The national debt[note 1] (or government debt) of the People's Republic of China is the total amount of money owed by the central government, local governments, government branches and state organizations of China. Standard & Poor's Global Ratings has stated Chinese local governments may have an additional CN¥ 40 trillion ($5.8 trillion) in off-balance sheet debt.[1] Debt owed by state-owned industrial firms is another 74% of GDP according to the International Monetary Fund.[2] The three government-owned banks (China Development Bank, Agricultural Development Bank of China and Exim Bank of China) owe a further 29% of GDP.[3] China's debt level increased during the 2010s,[4][5][6] continuing as an economic issue into the 2020s.[7][8]
The International Monetary Fund, the Federal Reserve Bank of St. Louis[9] and other sources, such as the Article IV Consultation Reports,[10][note 2] state that, at the end of 2014, the "general government gross debt"-to-GDP ratio for China was 41.54 percent.[11] With China's 2014 GDP being US$ 10,356.508 billion,[11][12] this makes the government debt of China approximately US$ 4.3 trillion.
The foreign debt of China, by June 2015, stood at around US$ 1.68 trillion, according to data from the country's State Administration of Foreign Exchange as quoted by the State Council.[13] The figure excludes the Special Administrative Regions of Hong Kong and Macau.[13] Chinese foreign debt denominated in the U.S. dollar was 80 percent of the total, euros 6 percent, and Japanese yen 4 percent.[13]
In 2023, aggregate local government debt had risen to 92 trillion yuan ($12.58 trillion) and the central government of People's Republic of China ordered its banks to roll over debts in a debt-restructuring.[14] China’s gross external debt in 2023 was $2.38 trillion.[15]
By the mid-2010s, many analysts had expressed concern over the overall "size" of the Chinese government debt.[16][17][18] [19] An IMF working paper, published in 2015, states that "financial sector reforms in China are progressing at an uneven pace", adding that "progress in removing implicit state guarantees has been slower."[20] This, according to the IMF paper, means that "with implicit state guarantees still in place, banks have little incentives to seek better projects and correctly price risk."[20]
A 2015 International Monetary Fund report concluded that China's public debt is relatively low "and on a stable path in all standard stress tests except for the scenario with contingent liability shocks," such as "a large-scale bank recapitalization or financial system bailout to deal, for example, with a potential rise in NPLs from deleveraging."[21]
"Shadow banking" has risen in China, posing risks to the financial system.[22][23]
Chinese authorities have dismissed analysts' worries, insisting that "the country still has room to increase government debt."[24] Finance Minister Lou Jiwei stated that China's "fiscal income is in a severe situation," yet the government "need[s] to expand the fiscal deficit, but it is hard to say how much room is appropriate."[24]
Former Federal Reserve System Chairman Ben Bernanke, earlier in 2016, commented that "the...debt pile facing China [is] an 'internal' problem, given the majority of the borrowings was issued in local currency."[25] Many economists have expressed the same views, dismissing worries over the size of Chinese government debt, either in absolute terms or in proportion to the nation's GDP, as "nonsensical".[26] Amidst the China-U.S. trade war,[27] economists underline persistent that issues in China's economic structure may further curtail growth,[28][8] and have led to new benchmarks of high debt-to GDP ratios in 2020 and in 2022.[7]
By 2015, local government entities owed a total of about 18 trillion yuan (about one-third of China's economy), mostly to state-owned banks who had made loans to the local governments "to fund risky land and property deals."[29] The Chinese central government authorized provinces to issue at least 2.6 trillion yuan ($419 billion) in bonds in 2015 in order to stabilize the financial system.[29] However, demand for provincial bonds from the private market was weak due to inadequate yields, and in May 2015, the central government directed state-owned lenders to buy the local bonds, creating a debt swap akin to a bailout.[29]
In 2022, China's 31 provincial governments had a stockpile of outstanding bonds that's close to the Ministry of Finance's risk threshold of 120% of income and face a maturity wall over the next five years as bonds worth almost 15 trillion yuan ($2.1 trillion) - more than 40% of their outstanding debt - fall due.[30]
By 2023, national debt owed by local governments totaled 92 trillion yuan or 76% of People's Republic of China's reported economic output in 2022.[14]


> _Instructions for the task_
Copy all the data exactly, except the pictures.

[Records provided Boundary: Start]

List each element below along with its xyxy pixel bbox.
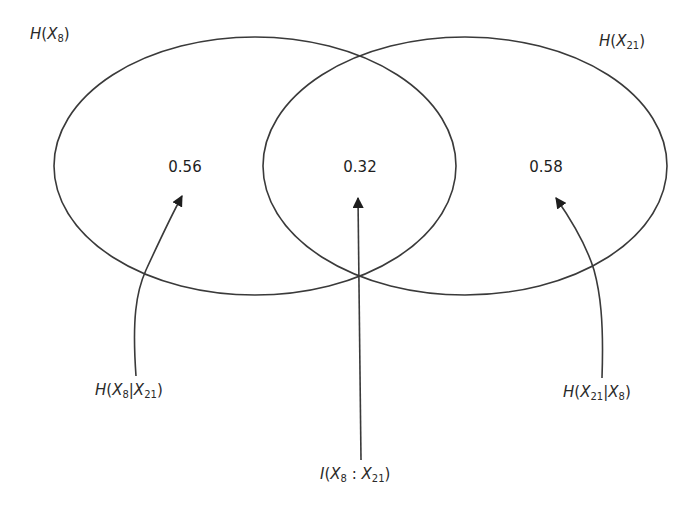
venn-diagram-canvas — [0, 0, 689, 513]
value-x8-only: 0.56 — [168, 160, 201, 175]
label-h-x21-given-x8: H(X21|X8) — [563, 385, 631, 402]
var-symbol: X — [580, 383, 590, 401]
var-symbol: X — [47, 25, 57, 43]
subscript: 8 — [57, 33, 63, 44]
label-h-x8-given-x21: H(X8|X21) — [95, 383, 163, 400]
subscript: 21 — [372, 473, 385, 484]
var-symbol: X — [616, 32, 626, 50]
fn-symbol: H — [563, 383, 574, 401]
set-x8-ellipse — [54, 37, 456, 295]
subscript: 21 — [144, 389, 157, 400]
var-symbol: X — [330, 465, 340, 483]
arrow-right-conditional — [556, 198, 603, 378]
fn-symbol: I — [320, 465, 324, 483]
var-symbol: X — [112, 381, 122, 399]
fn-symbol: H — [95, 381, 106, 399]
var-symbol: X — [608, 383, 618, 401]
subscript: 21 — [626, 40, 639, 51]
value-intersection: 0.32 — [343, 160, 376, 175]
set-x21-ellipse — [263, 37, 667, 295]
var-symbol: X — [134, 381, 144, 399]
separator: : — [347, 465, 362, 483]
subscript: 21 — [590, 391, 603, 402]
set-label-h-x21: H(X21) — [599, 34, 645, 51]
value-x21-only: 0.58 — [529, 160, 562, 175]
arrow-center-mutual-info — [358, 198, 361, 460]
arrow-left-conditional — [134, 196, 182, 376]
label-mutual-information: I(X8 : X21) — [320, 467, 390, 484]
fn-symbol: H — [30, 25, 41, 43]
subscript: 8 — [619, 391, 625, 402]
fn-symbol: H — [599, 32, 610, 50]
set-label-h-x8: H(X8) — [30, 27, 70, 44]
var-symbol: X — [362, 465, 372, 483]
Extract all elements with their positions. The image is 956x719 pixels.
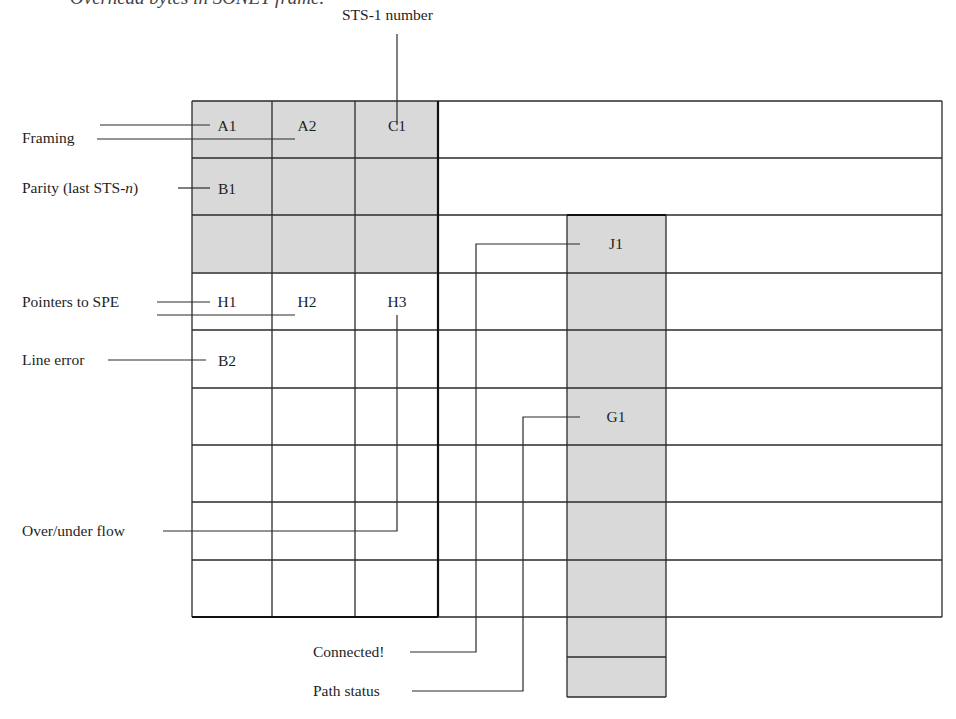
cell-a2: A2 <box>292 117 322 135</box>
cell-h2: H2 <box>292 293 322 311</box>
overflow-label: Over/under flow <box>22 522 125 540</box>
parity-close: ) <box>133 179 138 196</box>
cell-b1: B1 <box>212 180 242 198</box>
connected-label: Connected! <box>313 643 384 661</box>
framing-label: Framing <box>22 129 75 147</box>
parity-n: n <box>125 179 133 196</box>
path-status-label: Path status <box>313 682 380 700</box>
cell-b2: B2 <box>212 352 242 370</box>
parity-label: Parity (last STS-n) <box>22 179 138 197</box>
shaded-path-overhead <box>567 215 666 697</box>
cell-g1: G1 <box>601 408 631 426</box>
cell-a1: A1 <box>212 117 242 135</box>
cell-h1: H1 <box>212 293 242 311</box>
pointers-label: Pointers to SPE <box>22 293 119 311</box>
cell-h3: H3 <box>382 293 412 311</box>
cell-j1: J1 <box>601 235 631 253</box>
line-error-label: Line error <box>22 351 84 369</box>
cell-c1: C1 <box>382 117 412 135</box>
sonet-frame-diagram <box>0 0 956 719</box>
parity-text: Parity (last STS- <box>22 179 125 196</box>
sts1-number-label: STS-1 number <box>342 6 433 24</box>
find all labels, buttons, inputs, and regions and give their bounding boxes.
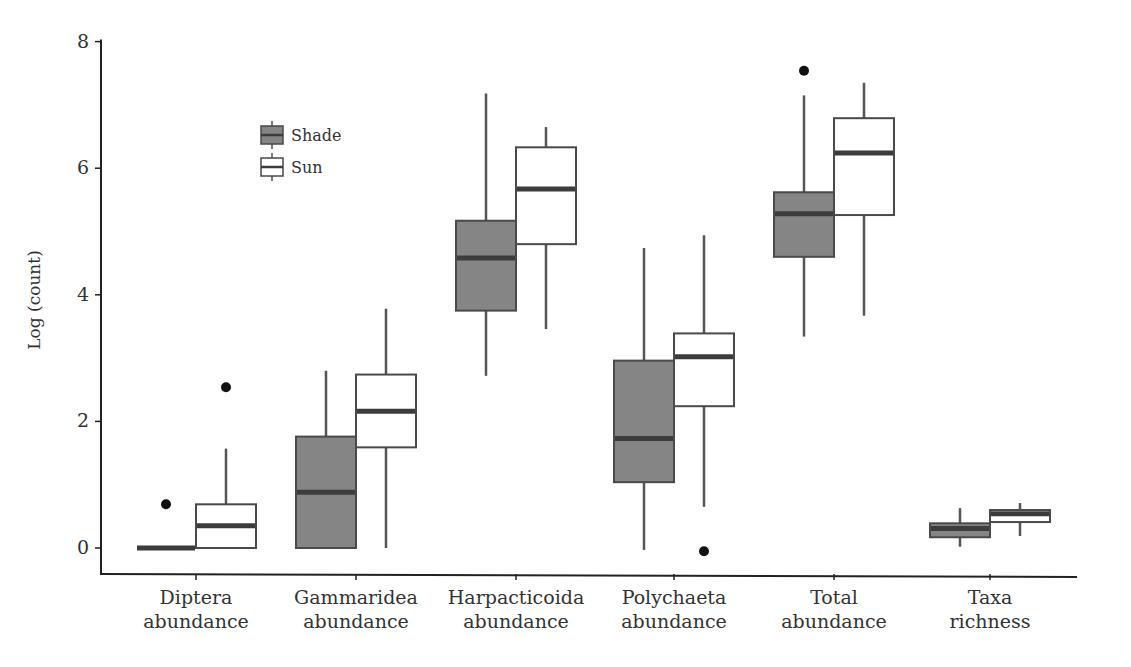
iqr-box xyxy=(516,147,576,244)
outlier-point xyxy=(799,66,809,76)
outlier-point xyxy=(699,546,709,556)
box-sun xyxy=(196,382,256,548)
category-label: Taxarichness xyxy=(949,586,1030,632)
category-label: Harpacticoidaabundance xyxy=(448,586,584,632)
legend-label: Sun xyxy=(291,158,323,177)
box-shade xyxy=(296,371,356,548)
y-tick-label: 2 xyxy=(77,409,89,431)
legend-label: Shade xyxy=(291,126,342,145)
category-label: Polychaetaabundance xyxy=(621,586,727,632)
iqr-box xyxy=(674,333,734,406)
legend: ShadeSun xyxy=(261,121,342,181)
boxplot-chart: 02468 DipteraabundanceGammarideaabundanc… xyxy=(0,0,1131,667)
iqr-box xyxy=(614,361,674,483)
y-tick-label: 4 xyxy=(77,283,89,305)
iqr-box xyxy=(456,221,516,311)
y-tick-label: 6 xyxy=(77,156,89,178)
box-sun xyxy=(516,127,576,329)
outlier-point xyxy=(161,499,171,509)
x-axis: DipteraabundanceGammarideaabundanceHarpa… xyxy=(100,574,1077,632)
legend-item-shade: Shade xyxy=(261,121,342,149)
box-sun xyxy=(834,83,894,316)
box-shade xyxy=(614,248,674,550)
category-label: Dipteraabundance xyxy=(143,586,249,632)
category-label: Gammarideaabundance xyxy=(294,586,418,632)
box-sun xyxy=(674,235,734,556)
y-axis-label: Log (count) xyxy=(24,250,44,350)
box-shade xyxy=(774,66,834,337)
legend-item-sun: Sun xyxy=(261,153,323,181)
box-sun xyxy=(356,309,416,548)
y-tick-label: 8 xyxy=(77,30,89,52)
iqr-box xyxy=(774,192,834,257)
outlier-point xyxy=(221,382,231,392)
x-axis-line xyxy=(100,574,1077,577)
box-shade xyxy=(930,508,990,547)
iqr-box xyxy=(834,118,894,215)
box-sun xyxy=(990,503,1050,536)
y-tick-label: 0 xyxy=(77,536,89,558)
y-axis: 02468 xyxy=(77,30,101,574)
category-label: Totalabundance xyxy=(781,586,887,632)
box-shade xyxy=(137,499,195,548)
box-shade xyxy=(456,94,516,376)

[Records provided Boundary: End]

> _Solution below_
List each element below along with its xyxy pixel bbox.
venn-diagram-canvas — [0, 0, 689, 513]
value-x8-only: 0.56 — [168, 160, 201, 175]
label-h-x21-given-x8: H(X21|X8) — [563, 385, 631, 402]
var-symbol: X — [580, 383, 590, 401]
var-symbol: X — [47, 25, 57, 43]
subscript: 8 — [57, 33, 63, 44]
label-h-x8-given-x21: H(X8|X21) — [95, 383, 163, 400]
subscript: 21 — [372, 473, 385, 484]
var-symbol: X — [616, 32, 626, 50]
fn-symbol: H — [563, 383, 574, 401]
set-x8-ellipse — [54, 37, 456, 295]
subscript: 21 — [144, 389, 157, 400]
var-symbol: X — [330, 465, 340, 483]
arrow-right-conditional — [556, 198, 603, 378]
fn-symbol: I — [320, 465, 324, 483]
var-symbol: X — [112, 381, 122, 399]
fn-symbol: H — [95, 381, 106, 399]
var-symbol: X — [608, 383, 618, 401]
subscript: 21 — [626, 40, 639, 51]
value-intersection: 0.32 — [343, 160, 376, 175]
set-x21-ellipse — [263, 37, 667, 295]
var-symbol: X — [134, 381, 144, 399]
separator: : — [347, 465, 362, 483]
subscript: 21 — [590, 391, 603, 402]
set-label-h-x21: H(X21) — [599, 34, 645, 51]
value-x21-only: 0.58 — [529, 160, 562, 175]
arrow-center-mutual-info — [358, 198, 361, 460]
arrow-left-conditional — [134, 196, 182, 376]
label-mutual-information: I(X8 : X21) — [320, 467, 390, 484]
fn-symbol: H — [30, 25, 41, 43]
subscript: 8 — [619, 391, 625, 402]
fn-symbol: H — [599, 32, 610, 50]
set-label-h-x8: H(X8) — [30, 27, 70, 44]
var-symbol: X — [362, 465, 372, 483]
Extract all elements with their positions. The image is 956x719 pixels.
cell-a2: A2 <box>292 117 322 135</box>
cell-h2: H2 <box>292 293 322 311</box>
overflow-label: Over/under flow <box>22 522 125 540</box>
parity-close: ) <box>133 179 138 196</box>
cell-b1: B1 <box>212 180 242 198</box>
connected-label: Connected! <box>313 643 384 661</box>
framing-label: Framing <box>22 129 75 147</box>
parity-n: n <box>125 179 133 196</box>
path-status-label: Path status <box>313 682 380 700</box>
cell-b2: B2 <box>212 352 242 370</box>
parity-label: Parity (last STS-n) <box>22 179 138 197</box>
shaded-path-overhead <box>567 215 666 697</box>
cell-g1: G1 <box>601 408 631 426</box>
cell-a1: A1 <box>212 117 242 135</box>
cell-h1: H1 <box>212 293 242 311</box>
pointers-label: Pointers to SPE <box>22 293 119 311</box>
cell-h3: H3 <box>382 293 412 311</box>
cell-j1: J1 <box>601 235 631 253</box>
line-error-label: Line error <box>22 351 84 369</box>
cell-c1: C1 <box>382 117 412 135</box>
sonet-frame-diagram <box>0 0 956 719</box>
parity-text: Parity (last STS- <box>22 179 125 196</box>
sts1-number-label: STS-1 number <box>342 6 433 24</box>
find all labels, buttons, inputs, and regions and give their bounding boxes.
iqr-box xyxy=(516,147,576,244)
outlier-point xyxy=(799,66,809,76)
outlier-point xyxy=(699,546,709,556)
box-sun xyxy=(196,382,256,548)
category-label: Taxarichness xyxy=(949,586,1030,632)
category-label: Harpacticoidaabundance xyxy=(448,586,584,632)
legend-label: Sun xyxy=(291,158,323,177)
box-shade xyxy=(296,371,356,548)
y-tick-label: 2 xyxy=(77,409,89,431)
legend-label: Shade xyxy=(291,126,342,145)
category-label: Polychaetaabundance xyxy=(621,586,727,632)
iqr-box xyxy=(674,333,734,406)
legend: ShadeSun xyxy=(261,121,342,181)
boxplot-chart: 02468 DipteraabundanceGammarideaabundanc… xyxy=(0,0,1131,667)
iqr-box xyxy=(614,361,674,483)
y-tick-label: 4 xyxy=(77,283,89,305)
iqr-box xyxy=(456,221,516,311)
y-tick-label: 6 xyxy=(77,156,89,178)
box-sun xyxy=(516,127,576,329)
outlier-point xyxy=(161,499,171,509)
x-axis: DipteraabundanceGammarideaabundanceHarpa… xyxy=(100,574,1077,632)
legend-item-shade: Shade xyxy=(261,121,342,149)
box-sun xyxy=(834,83,894,316)
box-shade xyxy=(614,248,674,550)
category-label: Dipteraabundance xyxy=(143,586,249,632)
category-label: Gammarideaabundance xyxy=(294,586,418,632)
box-sun xyxy=(674,235,734,556)
y-axis-label: Log (count) xyxy=(24,250,44,350)
box-shade xyxy=(774,66,834,337)
legend-item-sun: Sun xyxy=(261,153,323,181)
box-sun xyxy=(356,309,416,548)
y-tick-label: 8 xyxy=(77,30,89,52)
iqr-box xyxy=(774,192,834,257)
outlier-point xyxy=(221,382,231,392)
x-axis-line xyxy=(100,574,1077,577)
box-shade xyxy=(930,508,990,547)
iqr-box xyxy=(834,118,894,215)
box-sun xyxy=(990,503,1050,536)
y-tick-label: 0 xyxy=(77,536,89,558)
y-axis: 02468 xyxy=(77,30,101,574)
category-label: Totalabundance xyxy=(781,586,887,632)
box-shade xyxy=(137,499,195,548)
box-shade xyxy=(456,94,516,376)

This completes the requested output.